Tuesday, July 12, 2022

Vertical Entertainment Film Review - Gone In The Night

Kath (Winona Ryder) and her boyfriend Max (John Gallager Jr.) are on a remote tree-lined road headed to a cabin in the woods that Max rented for a spontaneous weekend getaway. Early hints are dropped as Kath looks in the rear-view that she is concerned about getting older and is very conscious that her boyfriend is younger, carefree and has a different life experience. When the pair arrive another couple Grace (Brianne Tju) and Al (Owen Tague) are already occupying the space claiming that they had booked the cabin as well. Al wants no part of the new arrivals. Kath wants to turn around and leave but optimists Grace and Max thing the four can stay in the cabin for at least one night. Exhausted Kath goes to be early only to awake to find Max is missing. She locates Al outside as he distraughtly tells her that Grace and Max have run off together. 

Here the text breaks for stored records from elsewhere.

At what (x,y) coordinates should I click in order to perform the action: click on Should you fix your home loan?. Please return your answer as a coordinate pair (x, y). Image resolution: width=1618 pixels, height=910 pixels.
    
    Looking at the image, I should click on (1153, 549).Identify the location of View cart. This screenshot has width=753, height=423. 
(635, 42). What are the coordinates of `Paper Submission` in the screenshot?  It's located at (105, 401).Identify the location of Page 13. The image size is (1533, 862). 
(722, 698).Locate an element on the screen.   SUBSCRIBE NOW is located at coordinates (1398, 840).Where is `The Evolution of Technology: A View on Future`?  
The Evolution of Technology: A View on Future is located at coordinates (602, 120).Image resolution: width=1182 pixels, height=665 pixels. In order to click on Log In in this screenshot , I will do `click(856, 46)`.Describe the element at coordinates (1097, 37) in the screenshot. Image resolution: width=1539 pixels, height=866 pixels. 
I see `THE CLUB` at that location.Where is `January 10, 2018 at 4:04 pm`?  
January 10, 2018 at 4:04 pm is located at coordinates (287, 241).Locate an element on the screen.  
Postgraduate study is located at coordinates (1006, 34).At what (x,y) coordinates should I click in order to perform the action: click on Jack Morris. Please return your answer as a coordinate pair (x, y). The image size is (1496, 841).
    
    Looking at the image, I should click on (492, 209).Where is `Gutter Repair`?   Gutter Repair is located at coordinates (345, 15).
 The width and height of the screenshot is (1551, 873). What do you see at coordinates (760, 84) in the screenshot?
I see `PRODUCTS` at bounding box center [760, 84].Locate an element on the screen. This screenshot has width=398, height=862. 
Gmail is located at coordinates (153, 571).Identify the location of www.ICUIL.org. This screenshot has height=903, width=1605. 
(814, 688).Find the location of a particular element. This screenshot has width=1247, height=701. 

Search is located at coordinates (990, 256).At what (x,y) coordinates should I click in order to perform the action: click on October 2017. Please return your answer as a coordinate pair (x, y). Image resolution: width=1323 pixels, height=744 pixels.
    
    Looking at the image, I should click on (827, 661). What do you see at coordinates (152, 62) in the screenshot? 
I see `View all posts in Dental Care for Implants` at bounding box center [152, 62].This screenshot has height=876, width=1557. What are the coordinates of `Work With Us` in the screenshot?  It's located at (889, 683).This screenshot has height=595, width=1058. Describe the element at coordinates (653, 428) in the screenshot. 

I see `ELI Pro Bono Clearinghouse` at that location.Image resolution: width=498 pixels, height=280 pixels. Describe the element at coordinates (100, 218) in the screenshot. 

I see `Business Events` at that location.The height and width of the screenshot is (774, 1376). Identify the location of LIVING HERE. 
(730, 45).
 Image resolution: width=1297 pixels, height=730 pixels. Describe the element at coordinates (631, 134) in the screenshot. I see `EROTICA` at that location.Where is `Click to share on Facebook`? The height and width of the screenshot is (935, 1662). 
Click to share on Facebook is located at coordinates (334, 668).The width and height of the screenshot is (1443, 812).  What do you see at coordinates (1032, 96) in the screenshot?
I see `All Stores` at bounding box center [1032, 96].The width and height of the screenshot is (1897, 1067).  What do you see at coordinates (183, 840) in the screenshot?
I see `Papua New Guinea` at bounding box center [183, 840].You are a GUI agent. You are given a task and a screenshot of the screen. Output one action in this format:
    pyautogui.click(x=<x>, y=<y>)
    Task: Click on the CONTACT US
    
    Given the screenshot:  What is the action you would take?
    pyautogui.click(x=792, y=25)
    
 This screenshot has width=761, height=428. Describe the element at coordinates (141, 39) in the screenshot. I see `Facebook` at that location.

The two themes of getting older and the fleetingness of time permeate the film. Previously divorced Kath is very aware of her age and how laborious things have gotten for her as the years advanced. She's a Botanist dating a former student making her a cliché she wants nothing to do with. Max unfocused, not working, and in Kath's reflective moments somewhat an embarrassment when interacting with her friends. But she is obsessed with finding out what happened in the cabin and learning the reason why he left her. As part of her investigation, she meets and gets to know Nicholas (Dermot Mulroney) the retired scientist cabin owner who provides contact information for Grace and agrees to ride shotgun on her quest to find answers. The atmosphere builds towards the sinister over mystery beginning with tracking Grace to an Underground club where the bouncer takes a look at Kath and won't let her in again raising Kath's age insecurities. The home screen on Grace's phone seems to show a deeper relationship with Max than expected setting the stage for multiple twists in the final act the majority of which find the mark. 

Winona Ryder is well cast as the anxious self conscious Kath. She deftly brings her characters' insecurities to the fore with the ever increasing age comments. Dermot Mulroney delivers a nuanced performance as Nicholas. He is a candidate for a debilitating disease that took his Father turning his scientific mind to search for a cure for himself and other current and future sufferers. The star of the piece is Brianne Tiu as Grace. She is brash, in your face confrontational, extremely comfortable in her skin and open with her sexuality. She is the anti-Kath revelling in the other's visible uncomfortableness whenever she catches a glimpse. 

Gone In The Night is a mystery where several characters take a villainous turn. Aging and how to delay or thwart it is the driver of the production and the main focus of multiple of the characters. Getting older is a burden that needs to be fought and battled against. The thought of doing it gracefully is not an option especially given the level of desperation displayed in the film and how an outlandish twist seems believable given the seething need to escape ones natural fate planted then encouraged to germinate in the narrative. 

*** Out of Four.

Gone In The Night | Eli Horowitz | U.S.A. | 2022 | 90 Minutes. 

Tags: Weekend Getaway, The Redwoods, Rental Cabin, Double Booking, Disappearance, Botanist, Divorce, Flashbacks, Genetic Nerve Disease, Transfusion Therapy, Volvo Station Wagon.